Michael had hard-working professional Christian parents, but he had a troubled childhood. He went missing from home on several occasions. His mother, a probation worker, and his father, an official at the Nigerian High Commission in London, separated when Michael was still young. By the age of 14, he found a new ‘family’. He joined a south-east London gang and started dealing drugs for them. As with his later senior partner, Michael Adebolajo, Michael Adebowale’s exposure to criminal elements was, in fact, making him more susceptible to radicalisation by extremists.

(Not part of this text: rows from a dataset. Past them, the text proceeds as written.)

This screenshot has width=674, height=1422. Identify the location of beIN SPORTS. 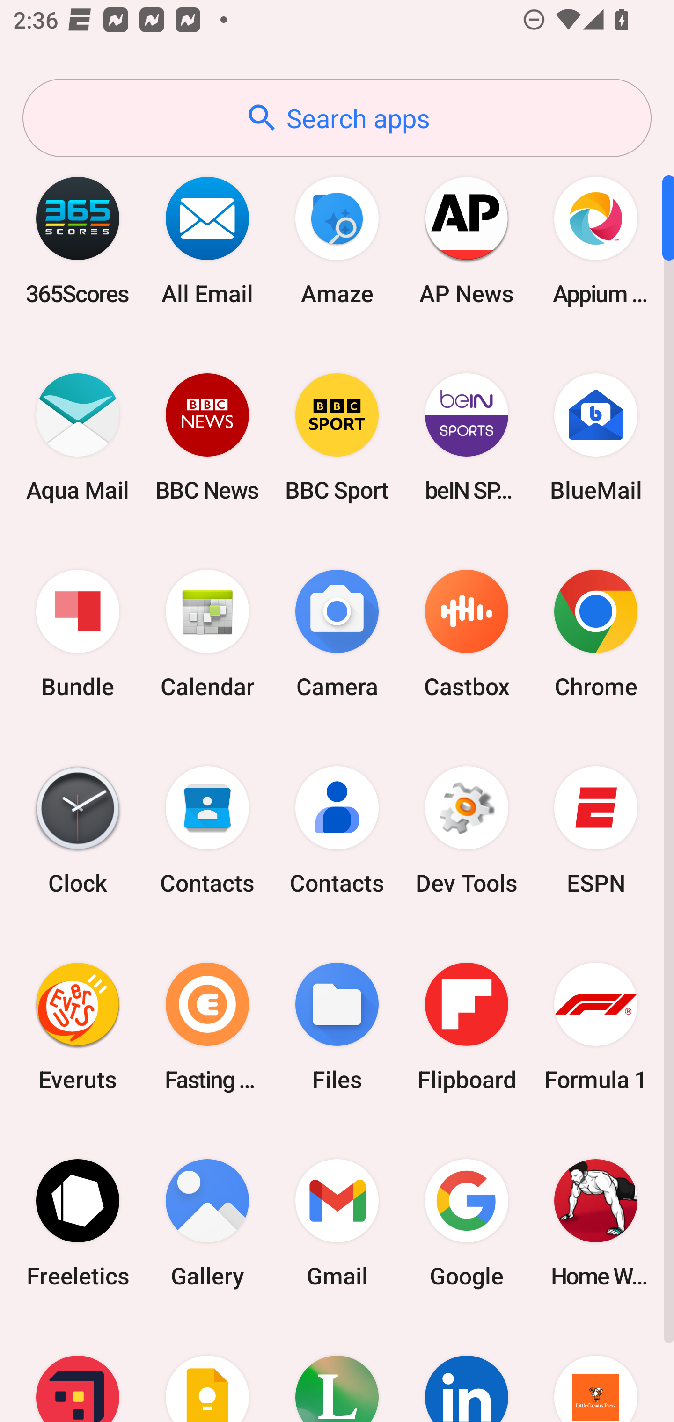
(466, 437). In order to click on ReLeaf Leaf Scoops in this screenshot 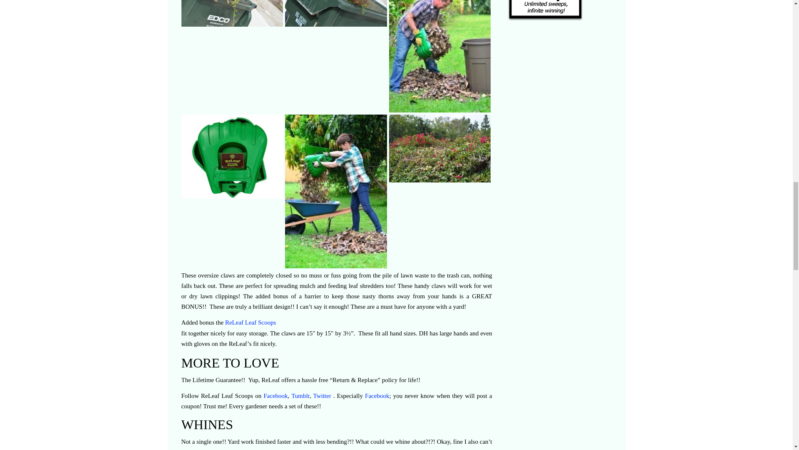, I will do `click(251, 322)`.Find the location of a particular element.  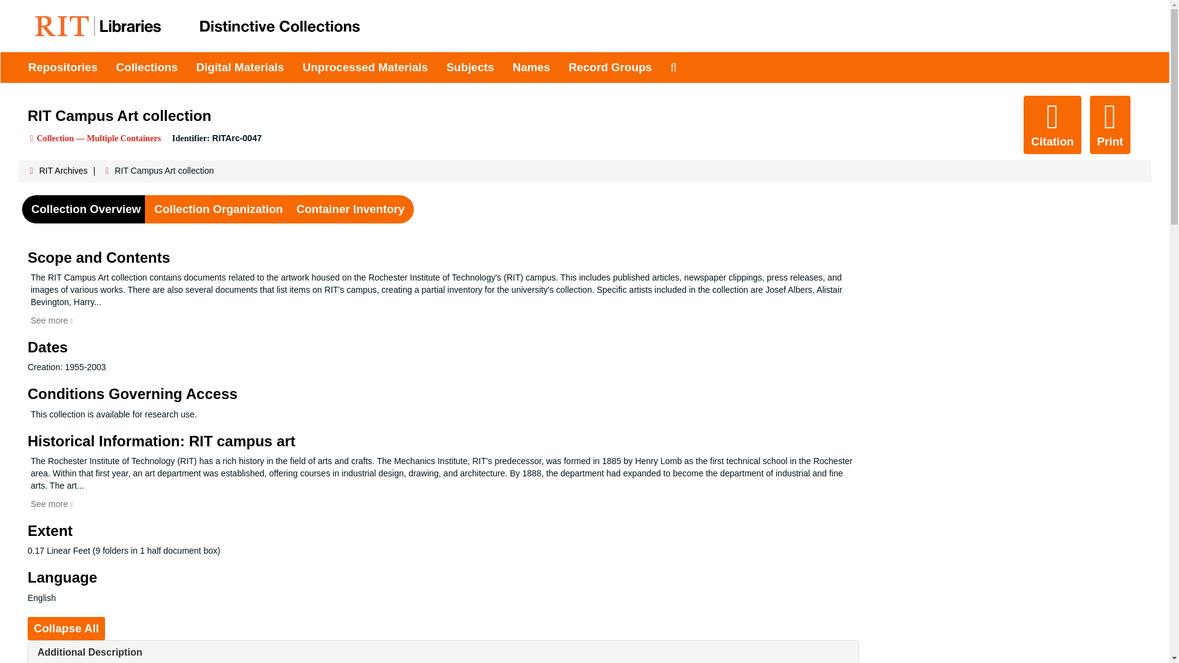

Additional Description is located at coordinates (90, 652).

“When you say that robbing and stealing is something that can further a particular cause towards their perception of Jihad, these individuals find this now, what was once criminalised, what was once frowned upon, things that they would be incarcerated for - are now meritorious according to the distorted edits of Islam that these individuals preach.” Dr Abdul Haqq Baker – former chairman of Brixton mosque and founder of STREET UK.

By January 2008, Michael, now 16, was dealing drugs out of a flat that also served as a crack den. It was there, in a drug deal that went wrong, that he saw another teenager cut to ribbons in front of him. Michael was then stabbed himself. He spent the next eight months recovering in a young offender’s institution as he had been jailed for drug dealing. He was diagnosed with post traumatic stress disorder and started suffering from delusions, including hearing voices. A year after seeing his friend killed, he converted to Islam. It is not certain when, but at some point, Michael started to believe that the West had allowed 9/11 to happen. It is possible that around this time, that the impressionable Michael met up with his senior namesake, Michael Adebolajo.

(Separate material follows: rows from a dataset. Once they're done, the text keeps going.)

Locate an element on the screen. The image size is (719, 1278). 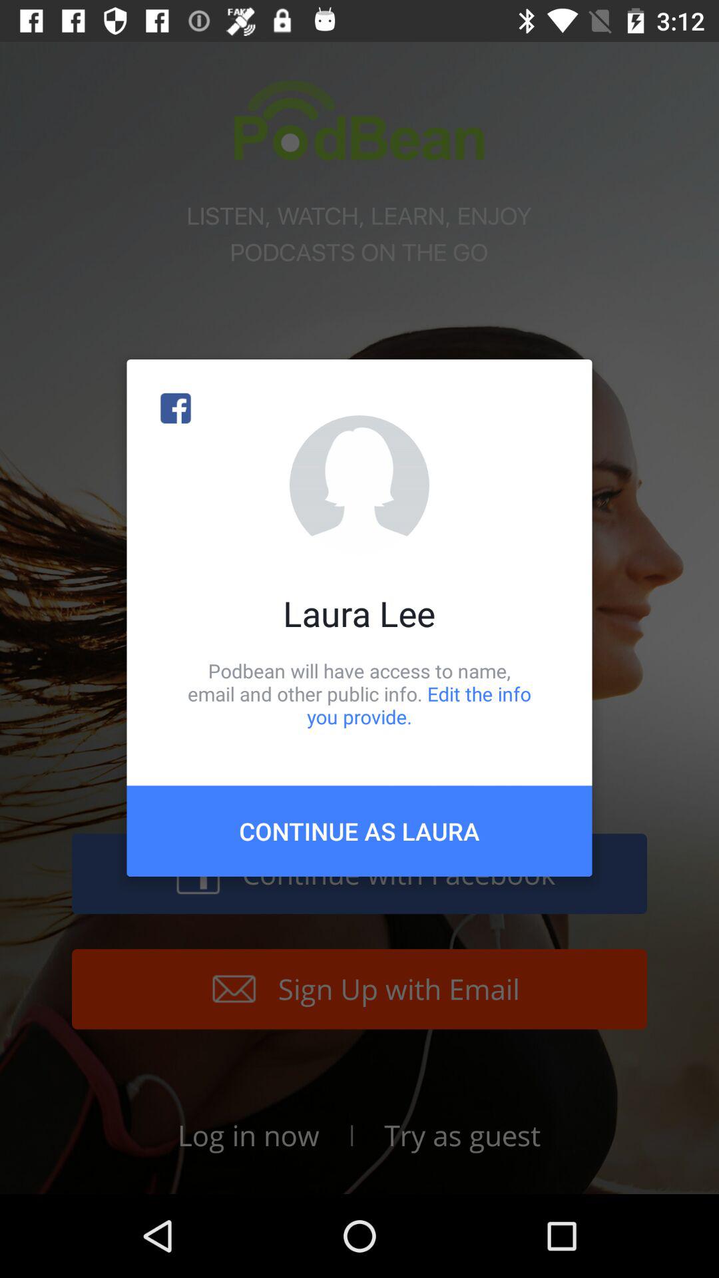
click the icon above the continue as laura icon is located at coordinates (359, 694).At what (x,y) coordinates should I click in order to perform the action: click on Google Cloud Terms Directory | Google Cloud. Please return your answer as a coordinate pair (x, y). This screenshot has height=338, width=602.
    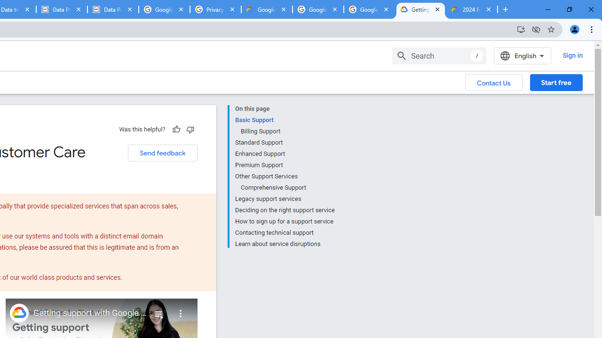
    Looking at the image, I should click on (267, 9).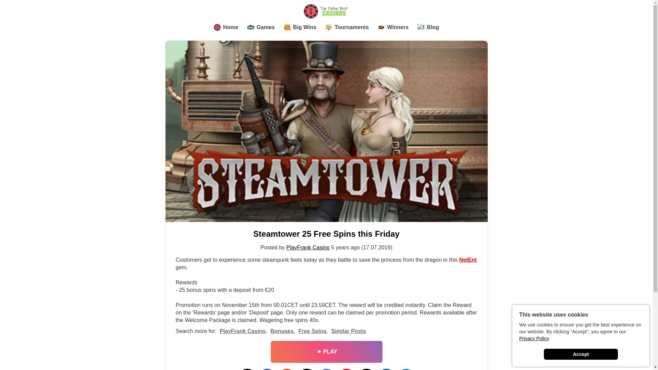  Describe the element at coordinates (308, 248) in the screenshot. I see `PlayFrank Casino` at that location.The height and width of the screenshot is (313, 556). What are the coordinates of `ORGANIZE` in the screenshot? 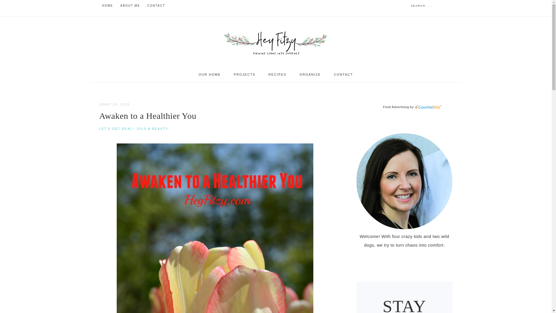 It's located at (310, 74).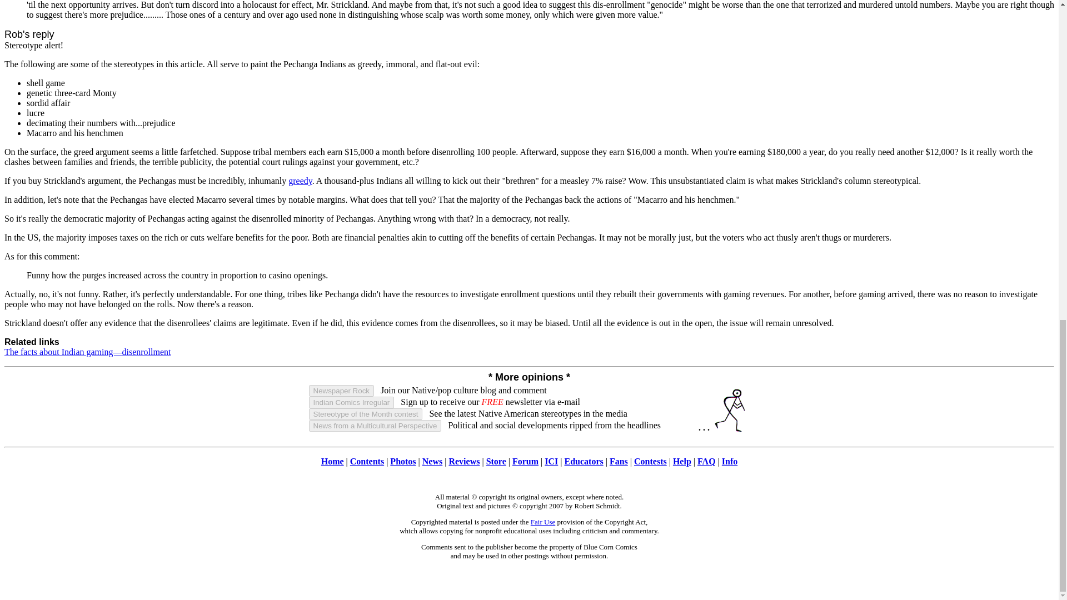 This screenshot has height=600, width=1067. I want to click on ICI, so click(551, 461).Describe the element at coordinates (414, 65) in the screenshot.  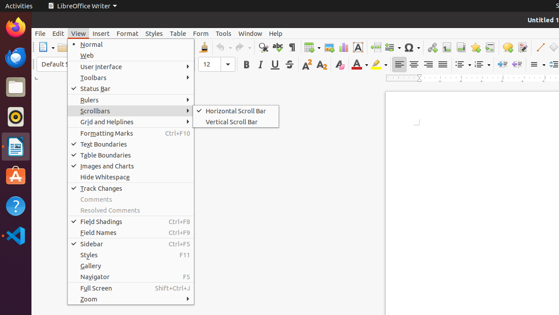
I see `Center` at that location.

Two days before he became a murderer, 22-year-old Michael met up with his father. The next time his father saw him, his son would be on the infamous mobile phone footage. Michael Adebowale had had no direct contact with al-Qaeda. Like, Michael Adebolajo, he’d received no specialist training. They were both armed mainly with easily available weapons. And yet the two Michaels were now ready to take part in a ‘barbarically simple’ terrorist atrocity. “These are extensively ordinary kids, ordinary young males and they don’t have horns, smell of sulphur. They look like somebody else, somebody you pass in the street every day and that makes it all the more chilling.  It’s there ordinariness. It’s the fact that you’re aware that they were probably reasonably well brought up...Yet this happened to them. This happened to their minds. This happened to their souls...they got to the position where they could do this... and be proud of it.” Vikram Dodd – Crime Reporter, The Guardian.